Eliot's Notes Continuted
IV. DEATH BY WATER
Though this section of The Waste Land contains no notes by Eliot, I will give some of my own. I will, however, retain the italics convention, so as not to disrupt my project.
First, that the title of this section is a recurring theme of drowning: King Ludwig II, Ophelia, and now of course Phlebas the Phoenician, who had shown up earlier in the poem (l.47). Phlebas is earlier mentioned as a card in the Tarot pack; this card does not exist (though oddly enough, after reading this poem, I did have a dream about such a card).
Why a Phoenician? The Phoenicians were an advanced culture, who gave the world such things as the alphabet (the original alphabet--as opposed to pictograms--is generally accepted to be the Phoenician alphabet, which influenced both the Greek and Hebrew alphabets), and who sailed the known world, going as far as Britain. This fact is alluded to what was an earlier version of this section, appearing in an earlier Eliot poem, "Dans le Restaurant" (1918):
Phlebas the Phoenician, drowned fifteen days,
Forgot the crys of gulls and the swells of Cornish seas,
and the profits and losses and the cargo of tin:
A current carried him far,
Took him back to stages of his previous life.
Imagine it - a terrible end for a man once so handsome and tall.
The Phoenicians are known to have begun the tin trade with the Britons in Cornwall at an early stage (probably at St. Michael's Mount); when Pythias of Massalia went to Britain in the third century (BCE), it was already an ancient economic endevour. The Phoenicians settled Spain (giving it the name Hispanola--"the land of rabbits") and northern Africa. In Spain, they intermarried with the slowly invading Celts, who eventually went off to Ireland (at least according to the legends). The founded Carthage, which is why the Punic Wars are given that name (Phoenician = Punic).
This rewritten poem (translated from Eliot's original French) replaces the original, cut by Ezra Pound. The original version tells of a failed polar expedition. The theme of the failed expedition was then moved instead to the final section of the poem, "What the Thunder Said."
Apparently, looking at his notes around line 46, Eliot associates Phlebas with Mr. Eugenides the one-eyed trader from Smyrna ("profit and loss") in the previous section. If Phlebas is a sacrifical king who must die and rise, then the one-eyed merchant-sailor is an unmistakeable phallic symbol, but in this case one of impotence. This reinforces the idea of the Fisher King, who has been made impotent, thus causing the land to become a Waste Land.
Line 320.: "Oh you who turn the wheel and look to windward" This refers first to the helsman of a ship, but it is also perhaps a reference to the Fates controlling the Wheel of Fortune, another Tarot card mentioned earlier with Phlebas. But then, Eliot would be telling the Fates to consider Phlebas, who once was like them. While at first this seems impossible, Phlebas is, in fact, a god. Eliot would then be warning the Fates that, like this sacrifical god whose role cannot be completed, the role of the Fates may be in jeopardy also, thanks to the upheaval of the world in the wake of the social collapse following World War I. The Fates represent order; now, though, the world is in chaos, and the sense of order, fate, destiny, is shattered.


* WHAT YOU HAVE TO DO
Every line of the records that contains "block" should be tallied, and only the resulting number returned.

[[ EXTRACTED MATERIAL open ]]

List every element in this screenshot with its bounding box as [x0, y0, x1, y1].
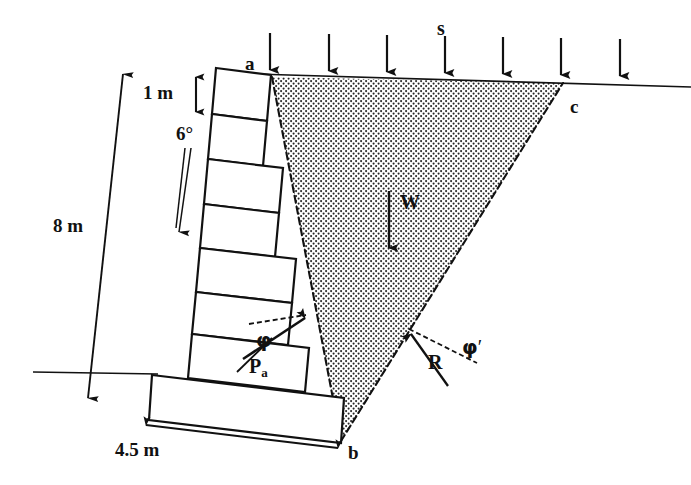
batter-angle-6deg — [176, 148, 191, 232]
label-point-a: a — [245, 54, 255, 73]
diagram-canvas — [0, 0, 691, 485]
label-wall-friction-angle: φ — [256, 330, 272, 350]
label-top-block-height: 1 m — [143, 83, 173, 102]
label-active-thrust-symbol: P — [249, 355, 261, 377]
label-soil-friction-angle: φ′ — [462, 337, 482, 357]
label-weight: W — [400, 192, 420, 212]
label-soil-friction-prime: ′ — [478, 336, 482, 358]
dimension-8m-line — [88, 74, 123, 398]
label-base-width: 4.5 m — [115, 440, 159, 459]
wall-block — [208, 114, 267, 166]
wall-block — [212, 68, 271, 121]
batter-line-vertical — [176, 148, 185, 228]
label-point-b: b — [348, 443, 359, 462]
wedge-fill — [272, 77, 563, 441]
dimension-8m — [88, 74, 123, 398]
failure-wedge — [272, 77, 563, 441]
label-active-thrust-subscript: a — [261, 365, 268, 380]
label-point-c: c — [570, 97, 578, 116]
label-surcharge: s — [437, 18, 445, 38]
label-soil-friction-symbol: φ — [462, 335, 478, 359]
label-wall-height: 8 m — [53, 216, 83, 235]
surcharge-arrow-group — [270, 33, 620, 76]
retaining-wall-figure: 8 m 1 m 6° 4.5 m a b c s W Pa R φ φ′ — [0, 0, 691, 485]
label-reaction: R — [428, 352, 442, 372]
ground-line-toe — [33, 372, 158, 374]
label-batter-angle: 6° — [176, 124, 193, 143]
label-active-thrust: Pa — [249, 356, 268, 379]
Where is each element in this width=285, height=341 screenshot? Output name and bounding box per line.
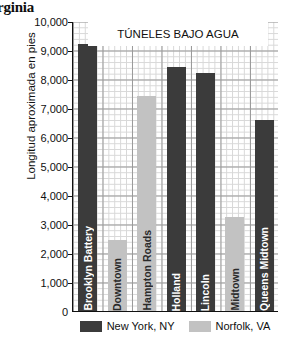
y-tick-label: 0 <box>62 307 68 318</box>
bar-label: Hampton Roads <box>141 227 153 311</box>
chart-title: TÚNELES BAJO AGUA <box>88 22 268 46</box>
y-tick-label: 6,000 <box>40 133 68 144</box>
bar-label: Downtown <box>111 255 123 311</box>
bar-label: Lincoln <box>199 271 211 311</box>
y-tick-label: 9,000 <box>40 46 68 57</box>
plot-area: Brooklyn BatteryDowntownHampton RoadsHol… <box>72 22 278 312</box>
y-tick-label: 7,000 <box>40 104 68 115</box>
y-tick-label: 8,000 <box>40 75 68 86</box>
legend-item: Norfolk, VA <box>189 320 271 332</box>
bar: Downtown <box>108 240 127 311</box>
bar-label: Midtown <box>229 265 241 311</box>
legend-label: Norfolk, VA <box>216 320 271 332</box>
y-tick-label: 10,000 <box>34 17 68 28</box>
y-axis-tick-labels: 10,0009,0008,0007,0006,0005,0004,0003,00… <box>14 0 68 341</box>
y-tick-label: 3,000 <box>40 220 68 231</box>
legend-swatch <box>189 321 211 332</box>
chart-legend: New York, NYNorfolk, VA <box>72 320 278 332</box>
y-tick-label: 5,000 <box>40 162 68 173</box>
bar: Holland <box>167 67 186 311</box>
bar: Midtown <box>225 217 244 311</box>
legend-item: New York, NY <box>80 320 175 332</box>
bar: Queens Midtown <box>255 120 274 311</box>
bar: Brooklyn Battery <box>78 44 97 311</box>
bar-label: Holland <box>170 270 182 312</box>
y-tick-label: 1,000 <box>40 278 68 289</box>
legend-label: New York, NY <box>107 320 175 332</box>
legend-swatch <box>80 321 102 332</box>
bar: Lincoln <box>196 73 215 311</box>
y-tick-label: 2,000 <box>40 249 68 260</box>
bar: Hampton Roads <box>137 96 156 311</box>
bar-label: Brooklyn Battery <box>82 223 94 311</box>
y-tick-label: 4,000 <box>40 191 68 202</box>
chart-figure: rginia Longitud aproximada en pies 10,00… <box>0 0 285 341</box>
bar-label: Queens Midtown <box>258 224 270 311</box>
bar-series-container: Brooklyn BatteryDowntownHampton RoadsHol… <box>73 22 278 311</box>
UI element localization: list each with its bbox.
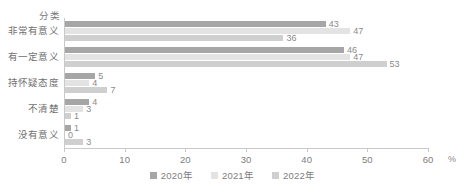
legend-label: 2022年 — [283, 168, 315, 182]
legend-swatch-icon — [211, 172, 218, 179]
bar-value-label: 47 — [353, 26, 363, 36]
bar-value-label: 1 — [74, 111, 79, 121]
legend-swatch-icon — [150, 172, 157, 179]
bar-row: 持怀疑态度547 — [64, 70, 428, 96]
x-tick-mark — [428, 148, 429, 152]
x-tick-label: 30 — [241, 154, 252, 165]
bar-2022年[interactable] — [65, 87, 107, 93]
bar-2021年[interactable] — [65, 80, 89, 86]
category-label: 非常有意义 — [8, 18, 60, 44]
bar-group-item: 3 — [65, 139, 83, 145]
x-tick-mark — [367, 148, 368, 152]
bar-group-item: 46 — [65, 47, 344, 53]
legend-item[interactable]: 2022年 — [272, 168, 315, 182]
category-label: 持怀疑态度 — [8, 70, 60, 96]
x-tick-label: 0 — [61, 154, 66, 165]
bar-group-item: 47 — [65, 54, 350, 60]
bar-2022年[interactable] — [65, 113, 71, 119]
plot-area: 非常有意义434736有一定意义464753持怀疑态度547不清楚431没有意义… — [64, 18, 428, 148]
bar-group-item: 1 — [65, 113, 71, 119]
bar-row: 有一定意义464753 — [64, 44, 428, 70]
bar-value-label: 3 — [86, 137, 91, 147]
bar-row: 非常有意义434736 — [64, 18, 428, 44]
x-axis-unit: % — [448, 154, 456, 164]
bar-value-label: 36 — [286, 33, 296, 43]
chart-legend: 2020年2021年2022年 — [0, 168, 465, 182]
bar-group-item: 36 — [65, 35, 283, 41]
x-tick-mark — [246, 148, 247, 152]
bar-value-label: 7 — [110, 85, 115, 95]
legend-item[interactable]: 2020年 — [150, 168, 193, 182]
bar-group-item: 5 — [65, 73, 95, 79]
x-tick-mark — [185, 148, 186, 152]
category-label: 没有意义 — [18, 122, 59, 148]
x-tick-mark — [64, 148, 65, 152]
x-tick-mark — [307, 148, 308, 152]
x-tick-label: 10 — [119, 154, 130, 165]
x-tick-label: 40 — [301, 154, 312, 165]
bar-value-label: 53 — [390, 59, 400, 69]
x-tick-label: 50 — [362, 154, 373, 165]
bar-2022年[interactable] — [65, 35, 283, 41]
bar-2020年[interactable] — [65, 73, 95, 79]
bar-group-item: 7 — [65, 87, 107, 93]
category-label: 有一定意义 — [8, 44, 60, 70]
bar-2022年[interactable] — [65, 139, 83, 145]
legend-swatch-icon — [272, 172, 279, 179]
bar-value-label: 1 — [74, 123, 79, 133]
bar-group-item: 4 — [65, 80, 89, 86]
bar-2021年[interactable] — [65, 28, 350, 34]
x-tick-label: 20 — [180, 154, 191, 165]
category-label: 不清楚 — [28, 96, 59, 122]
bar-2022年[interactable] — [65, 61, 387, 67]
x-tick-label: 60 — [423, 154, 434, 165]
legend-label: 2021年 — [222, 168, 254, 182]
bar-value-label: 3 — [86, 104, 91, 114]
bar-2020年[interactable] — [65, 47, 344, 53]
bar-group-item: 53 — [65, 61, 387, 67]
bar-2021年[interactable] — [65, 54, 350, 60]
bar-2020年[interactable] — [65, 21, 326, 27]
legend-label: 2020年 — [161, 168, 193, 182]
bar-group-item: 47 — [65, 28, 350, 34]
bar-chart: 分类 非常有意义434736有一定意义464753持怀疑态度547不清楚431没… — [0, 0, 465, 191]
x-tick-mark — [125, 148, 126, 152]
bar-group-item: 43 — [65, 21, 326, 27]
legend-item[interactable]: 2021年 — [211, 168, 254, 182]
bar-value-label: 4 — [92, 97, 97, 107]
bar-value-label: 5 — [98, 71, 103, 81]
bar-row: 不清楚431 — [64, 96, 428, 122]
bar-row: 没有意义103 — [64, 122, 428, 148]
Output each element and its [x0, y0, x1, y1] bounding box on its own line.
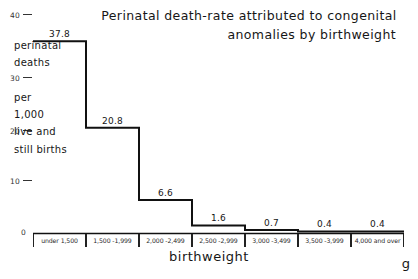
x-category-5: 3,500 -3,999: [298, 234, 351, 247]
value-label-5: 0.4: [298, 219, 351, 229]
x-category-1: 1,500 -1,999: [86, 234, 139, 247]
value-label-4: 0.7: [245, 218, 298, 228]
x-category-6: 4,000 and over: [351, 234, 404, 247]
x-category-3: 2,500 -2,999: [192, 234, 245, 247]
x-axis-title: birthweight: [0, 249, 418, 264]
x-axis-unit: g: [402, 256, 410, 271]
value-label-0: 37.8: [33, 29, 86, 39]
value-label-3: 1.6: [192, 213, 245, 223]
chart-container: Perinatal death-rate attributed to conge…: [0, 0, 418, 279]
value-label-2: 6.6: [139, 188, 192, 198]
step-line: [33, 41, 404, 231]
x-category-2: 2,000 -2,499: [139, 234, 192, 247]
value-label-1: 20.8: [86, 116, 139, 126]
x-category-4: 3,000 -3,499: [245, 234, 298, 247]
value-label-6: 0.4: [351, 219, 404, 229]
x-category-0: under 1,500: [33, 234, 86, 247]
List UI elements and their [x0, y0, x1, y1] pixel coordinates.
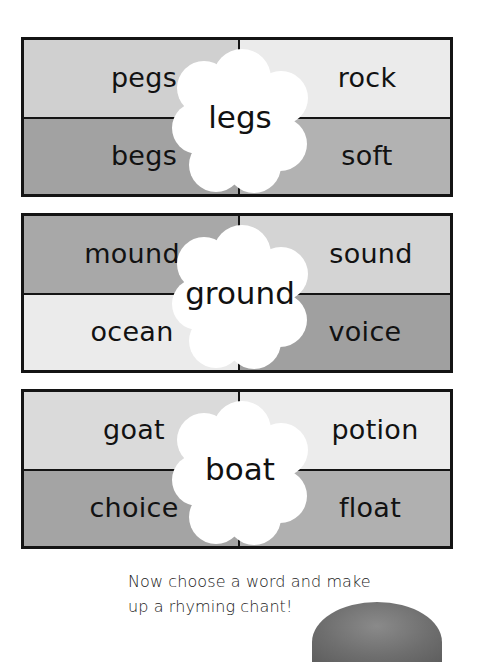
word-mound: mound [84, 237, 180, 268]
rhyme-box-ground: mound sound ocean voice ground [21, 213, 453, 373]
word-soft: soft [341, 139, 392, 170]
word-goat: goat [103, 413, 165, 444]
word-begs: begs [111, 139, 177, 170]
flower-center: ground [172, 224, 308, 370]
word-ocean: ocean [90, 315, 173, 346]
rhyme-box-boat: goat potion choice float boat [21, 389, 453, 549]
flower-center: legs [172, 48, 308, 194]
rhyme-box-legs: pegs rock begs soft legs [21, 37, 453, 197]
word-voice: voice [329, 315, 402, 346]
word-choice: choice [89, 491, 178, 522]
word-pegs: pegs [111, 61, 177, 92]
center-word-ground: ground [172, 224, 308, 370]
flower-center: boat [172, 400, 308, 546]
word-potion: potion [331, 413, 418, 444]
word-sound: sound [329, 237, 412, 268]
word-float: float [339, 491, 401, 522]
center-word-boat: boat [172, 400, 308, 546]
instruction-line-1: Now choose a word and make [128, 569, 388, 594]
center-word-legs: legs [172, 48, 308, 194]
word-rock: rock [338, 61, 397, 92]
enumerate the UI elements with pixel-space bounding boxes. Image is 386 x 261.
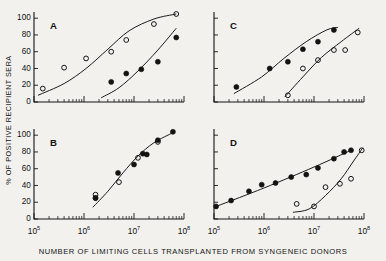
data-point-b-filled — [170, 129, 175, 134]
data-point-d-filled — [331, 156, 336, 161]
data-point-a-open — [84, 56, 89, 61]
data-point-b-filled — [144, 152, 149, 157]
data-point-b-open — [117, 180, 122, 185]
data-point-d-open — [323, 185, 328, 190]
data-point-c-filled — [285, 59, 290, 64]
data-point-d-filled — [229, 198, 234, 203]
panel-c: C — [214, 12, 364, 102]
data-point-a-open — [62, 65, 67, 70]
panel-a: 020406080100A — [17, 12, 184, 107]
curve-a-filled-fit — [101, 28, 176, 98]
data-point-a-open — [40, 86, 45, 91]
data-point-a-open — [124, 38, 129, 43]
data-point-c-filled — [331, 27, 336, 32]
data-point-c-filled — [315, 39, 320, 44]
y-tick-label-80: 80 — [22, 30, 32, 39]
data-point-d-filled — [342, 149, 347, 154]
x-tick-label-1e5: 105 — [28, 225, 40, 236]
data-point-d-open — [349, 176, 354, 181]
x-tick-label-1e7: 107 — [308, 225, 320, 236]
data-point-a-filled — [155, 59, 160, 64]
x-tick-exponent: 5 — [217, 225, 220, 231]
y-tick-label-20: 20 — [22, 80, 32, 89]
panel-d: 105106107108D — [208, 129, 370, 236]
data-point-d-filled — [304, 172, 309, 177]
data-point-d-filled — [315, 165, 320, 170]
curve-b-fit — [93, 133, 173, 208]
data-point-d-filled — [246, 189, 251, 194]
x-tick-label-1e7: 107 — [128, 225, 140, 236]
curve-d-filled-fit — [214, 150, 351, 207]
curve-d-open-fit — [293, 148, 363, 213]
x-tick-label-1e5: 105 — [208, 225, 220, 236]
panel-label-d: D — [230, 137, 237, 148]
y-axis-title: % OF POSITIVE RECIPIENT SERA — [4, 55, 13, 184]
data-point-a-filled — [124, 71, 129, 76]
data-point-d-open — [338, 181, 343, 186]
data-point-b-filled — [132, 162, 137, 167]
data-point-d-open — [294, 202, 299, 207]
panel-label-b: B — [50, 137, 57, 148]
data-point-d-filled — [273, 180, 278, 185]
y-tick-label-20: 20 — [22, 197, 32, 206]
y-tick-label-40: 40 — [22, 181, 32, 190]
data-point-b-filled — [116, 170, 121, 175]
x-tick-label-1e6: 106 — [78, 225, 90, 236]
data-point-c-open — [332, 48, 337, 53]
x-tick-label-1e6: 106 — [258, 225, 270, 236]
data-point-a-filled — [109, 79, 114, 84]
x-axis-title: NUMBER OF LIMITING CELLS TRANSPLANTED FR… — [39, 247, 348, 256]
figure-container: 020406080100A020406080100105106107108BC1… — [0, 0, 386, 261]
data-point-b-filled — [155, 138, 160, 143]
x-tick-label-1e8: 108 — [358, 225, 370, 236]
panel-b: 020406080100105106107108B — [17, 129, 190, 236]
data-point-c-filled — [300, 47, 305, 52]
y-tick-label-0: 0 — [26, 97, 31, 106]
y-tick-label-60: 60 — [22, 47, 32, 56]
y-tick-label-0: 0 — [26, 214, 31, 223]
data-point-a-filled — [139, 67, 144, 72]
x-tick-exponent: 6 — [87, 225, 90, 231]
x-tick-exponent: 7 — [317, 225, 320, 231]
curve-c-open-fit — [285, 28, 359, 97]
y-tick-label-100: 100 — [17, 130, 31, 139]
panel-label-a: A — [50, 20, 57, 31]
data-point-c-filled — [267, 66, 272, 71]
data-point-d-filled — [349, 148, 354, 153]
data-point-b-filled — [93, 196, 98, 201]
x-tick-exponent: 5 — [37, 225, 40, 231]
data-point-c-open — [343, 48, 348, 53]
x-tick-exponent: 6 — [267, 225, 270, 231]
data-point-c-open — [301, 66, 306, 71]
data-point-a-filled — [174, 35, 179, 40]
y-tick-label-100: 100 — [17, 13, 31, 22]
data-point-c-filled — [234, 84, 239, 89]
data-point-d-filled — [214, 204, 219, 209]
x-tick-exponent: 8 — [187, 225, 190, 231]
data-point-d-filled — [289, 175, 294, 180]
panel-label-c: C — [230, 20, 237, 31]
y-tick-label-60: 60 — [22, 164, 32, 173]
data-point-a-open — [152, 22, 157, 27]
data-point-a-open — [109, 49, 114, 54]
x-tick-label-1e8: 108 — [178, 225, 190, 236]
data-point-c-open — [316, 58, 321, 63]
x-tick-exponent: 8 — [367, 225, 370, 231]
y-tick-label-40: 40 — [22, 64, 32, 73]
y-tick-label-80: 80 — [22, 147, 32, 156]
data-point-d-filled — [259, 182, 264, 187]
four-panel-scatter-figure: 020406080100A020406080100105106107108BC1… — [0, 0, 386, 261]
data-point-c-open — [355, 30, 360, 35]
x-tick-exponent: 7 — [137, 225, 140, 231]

[[ EXTRACTED MATERIAL closed ]]

* SOLUTION TO THIS PROBLEM
3